A sturdy evergreen shrub 8 to 12 ft high; shoots glabrous, formidably armed with stiff, three-pronged spines 1 to 11⁄2 in. long, but sometimes quite unarmed; spines grooved on the lower side. Leaves 3⁄4 to 3 in. long, 1⁄2 to 11⁄2 in. wide, oval to oval-oblong, the base cuneate to rounded, the apex abruptly narrowed to a mucro, varying from sparsely spiny-toothed to entire, glabrous, glossy; stalk 1⁄4 in. or less long. Flowers saffron yellow, 3⁄16 in. wide, borne twenty to thirty together densely on glabrous, pendulous racemes 1 to 11⁄2 in. long. Fruit roundish ovoid, 3⁄16 in. long, purple, bloomy; stigma very prominent. Bot. Mag., n.s., t. 139.
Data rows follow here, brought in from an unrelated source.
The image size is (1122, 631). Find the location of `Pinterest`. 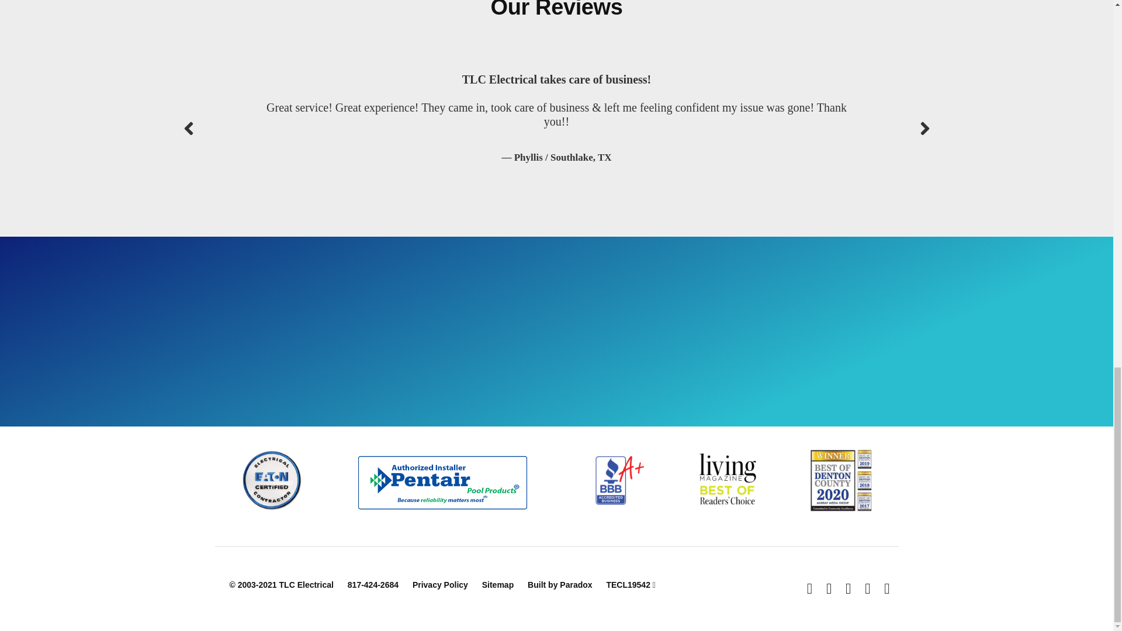

Pinterest is located at coordinates (887, 589).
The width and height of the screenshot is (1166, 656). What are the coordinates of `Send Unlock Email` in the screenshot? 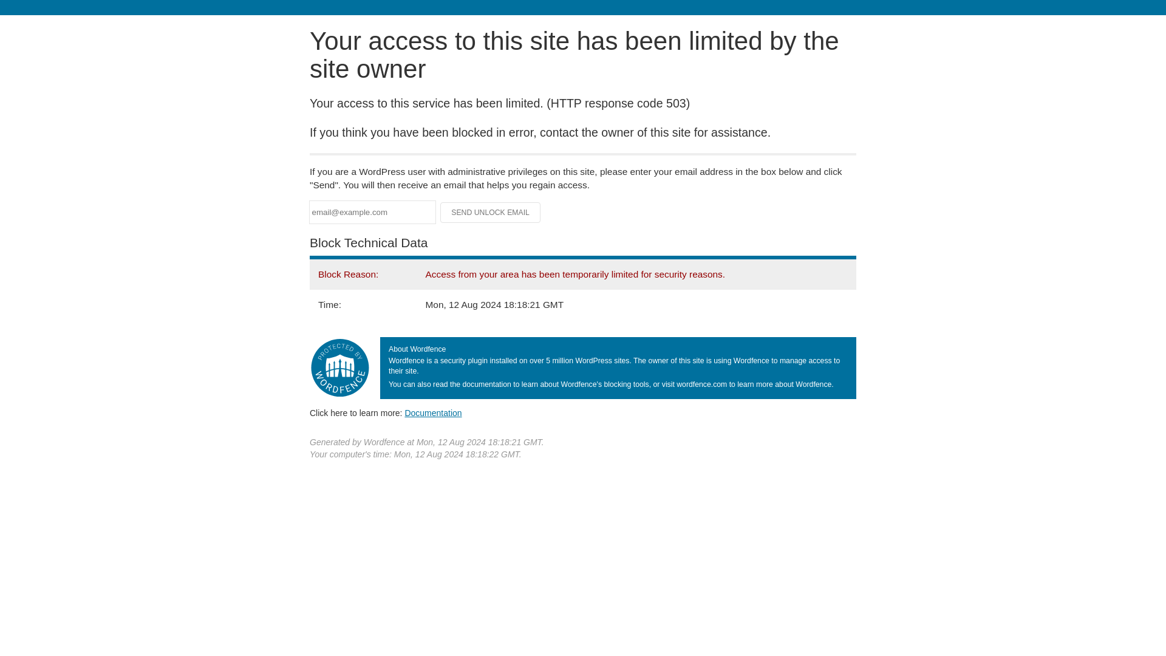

Native of Chile from Chilian to Valdivia province; described by Philippi in 1856. It was introduced to Kew in 1902, but the present stock is from seed collected by Clarence Elliott and the late Dr Gourlay near Temuco in 1929. Raised from their seed, it flowered in the Cambridge Botanic Garden in 1937 and was given an Award of Merit when shown by Lady Lawrence in 1939. Dr Gourlay had a plant 8 ft high in his garden at Cambridge; cut to the ground in the hard winter of 1946–7, it had by 1950 made a bush 6 ft high and as much wide. It was this plant that provided the material for the figure in the Botanical Magazine. It is very distinct in its usually unarmed, thick, leathery leaves and altogether a handsome evergreen that should be more widely grown.
This species is hardy at Kew. There is a good specimen near the Berberis Dell, by the walk leading from the Victoria Gate to the Lion Gate.